All of this is grounded on firm principles that put our international partnerships at the core of all that we do. Much of our research is geared to making a difference, engaging with policy-makers, development practitioners, businesses, social movements and communities – seeking to enable positive change, whilst challenging and calling-out the power relations that often work against this.  We also never lose sight of the fact that Global Development is as much about issues of inequality and social justice in the Global North, including the UK, as it is anywhere else.

A vital feature of development studies at Sussex and IDS is the integration of these teaching and research programmes. Those leading lectures, classes and seminars are active researchers at the sharp end of current development issues, and they bring not just theory and evidence, but also first-hand experience, questions and dilemmas into their teaching in vivid ways.

Professional and personal networks

Coming to us from countries across the globe, with a wealth of experience and with diverse perspectives, our students bring vital contributions. They leave with a community of professional and personal networks that lasts long after graduation, going on to make a difference in the world – whether as grassroots activists or civil society leaders, engaged academics, diplomats or presidents (our alumni include the current President of Costa Rica and former presidents of Botswana and South Africa).

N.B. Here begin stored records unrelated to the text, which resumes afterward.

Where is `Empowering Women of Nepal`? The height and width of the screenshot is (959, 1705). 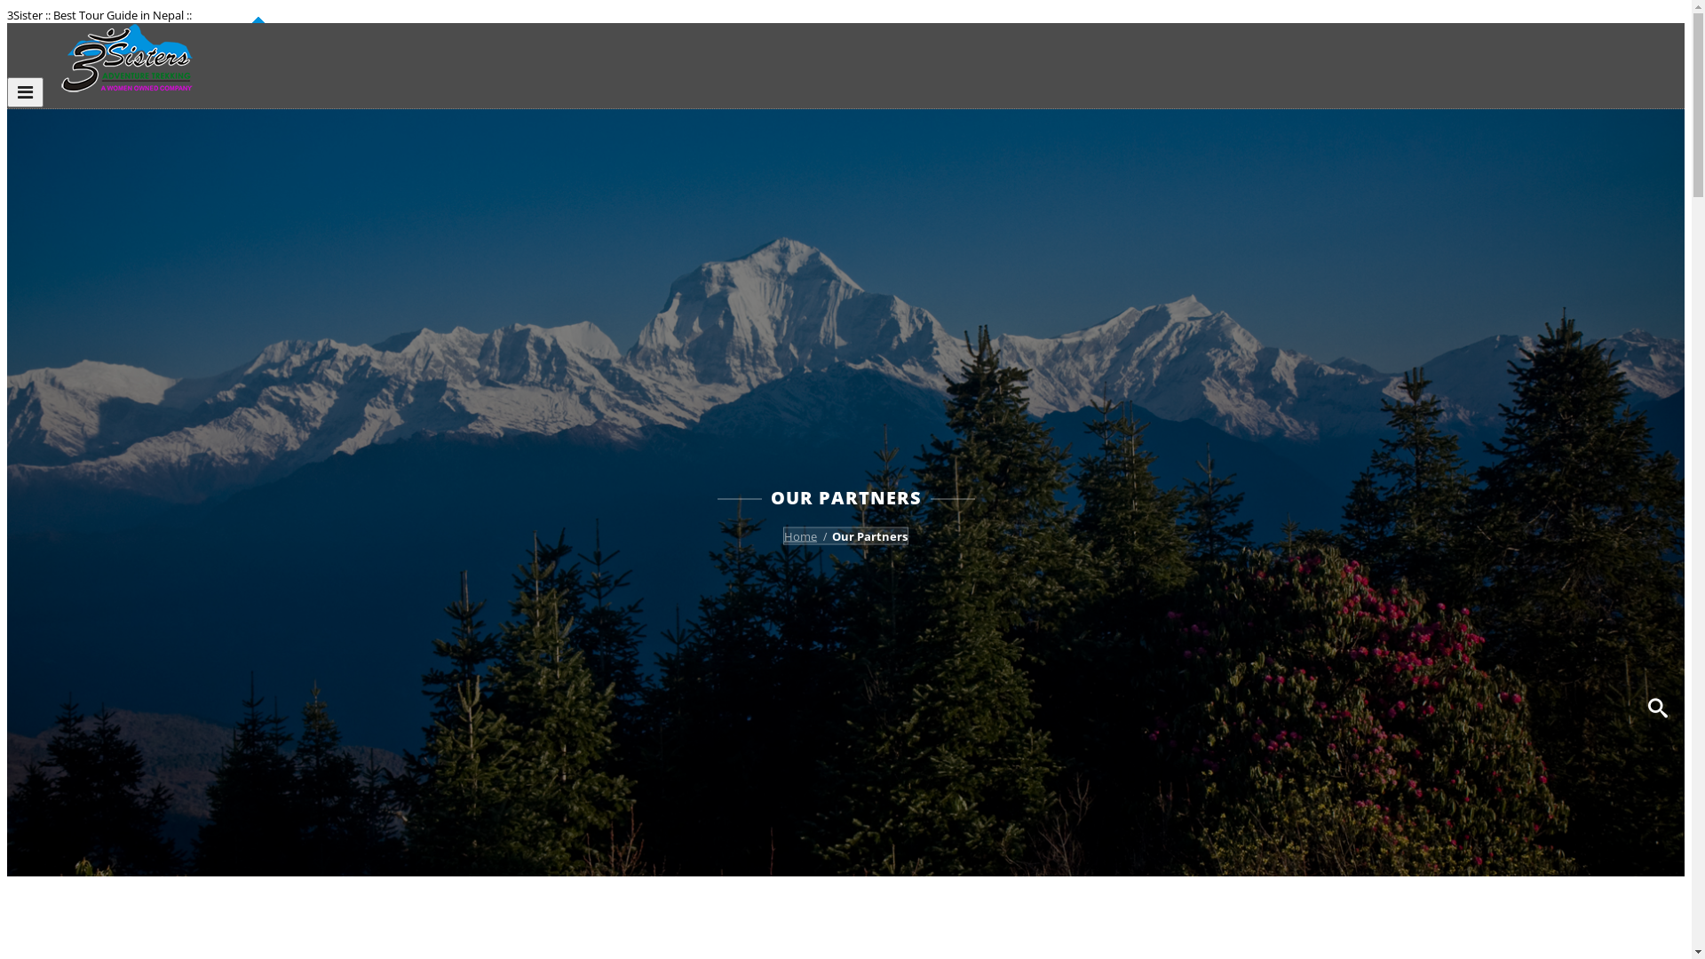
Empowering Women of Nepal is located at coordinates (1586, 195).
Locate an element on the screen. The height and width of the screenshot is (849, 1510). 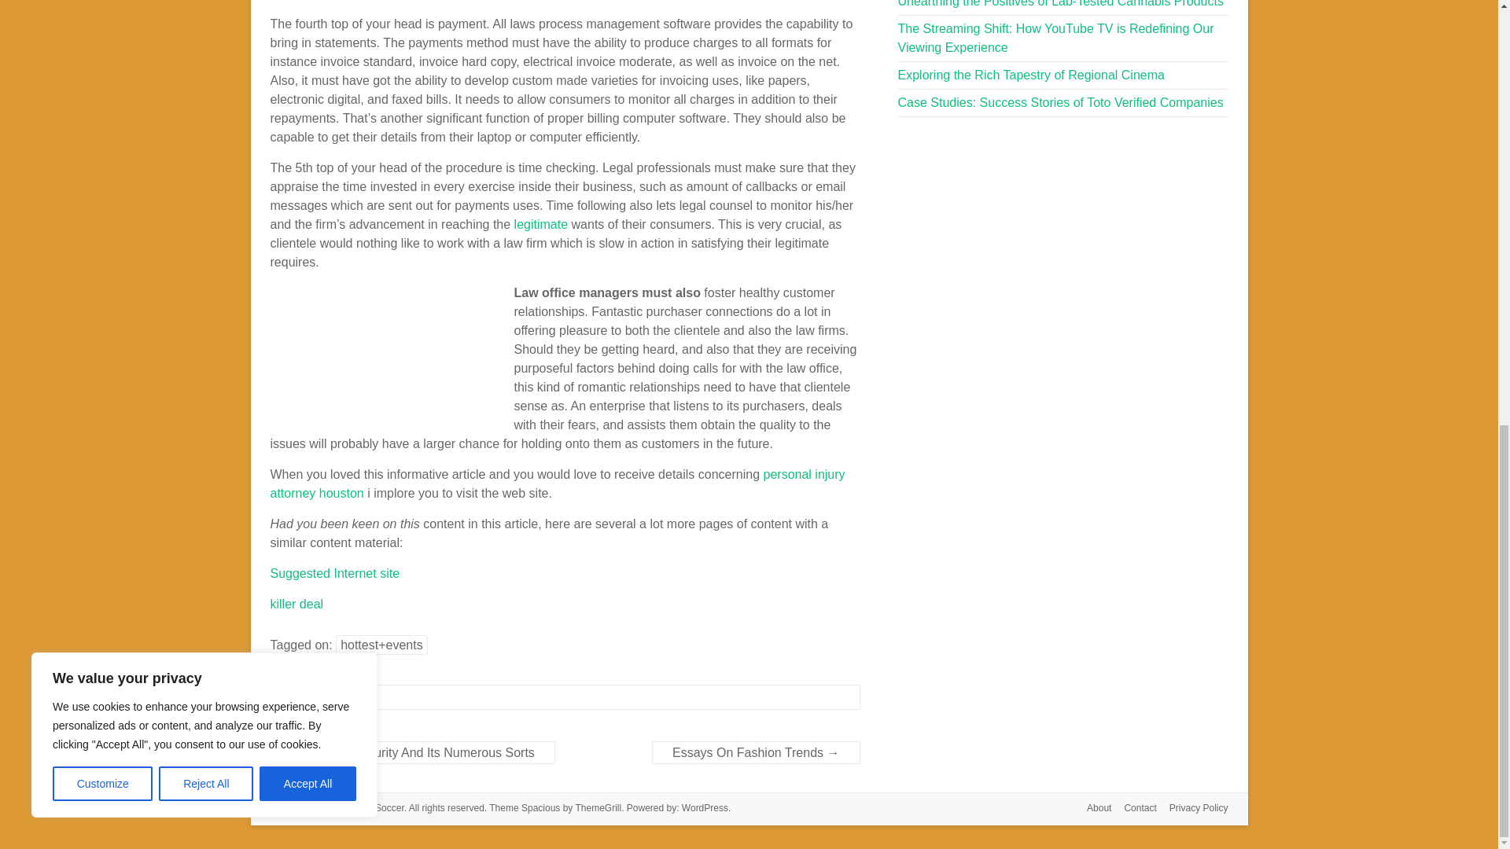
killer deal is located at coordinates (297, 604).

Of course, much of this face-to-face community building has been harder to achieve during Covid-19.  And, like many organisations, we are in a period of navigating our ‘new normal’ and learning how to best structure teaching in a way that draws on established teaching practises, yet also takes advantage of the learning generated during Covid.

Confronting challenges

We must also confront the challenges of mental health among staff and students and find ways to support students who are increasingly combining work and study, extending their periods of study, and experiencing a world of declining resources and increasing precarity. At the same time, moving to online teaching, research and engagement has also presented us with opportunities for collaboration that we might only have dreamed of two years ago.

Our Sussex Development Lectures, for example, can now involve globally important speakers without the carbon footprint. Online research meetings help equalise some of the previous difference between us and our research partners. Greater spread of and comfort with online technologies has enabled our alumni networks to connect more often and more closely, maintaining those all-important networks and friendships across the world.

Perhaps the most important lesson of the pandemic is that we are all living in a world of disruption and contradiction – social, economic, political, environmental, in health and more. If this is the ‘new normal’ for global development, then development studies must be about learning to navigate, in ways that build equity and justice, and engage with power

This is at the heart of development studies – Sussex and IDS style, across our research, teaching, and many practical engagements. It means that being number one in the world should be less a call for prideful celebration, than for continued humility, questioning, reflection and adaptation. These values are alive and well at Sussex; long may they continue.

Elizabeth Harrison is Head of the School of Global Studies at the University of Sussex.

Disclaimer
The views expressed in this opinion piece are those of the author/s and do not necessarily reflect the views or policies of IDS.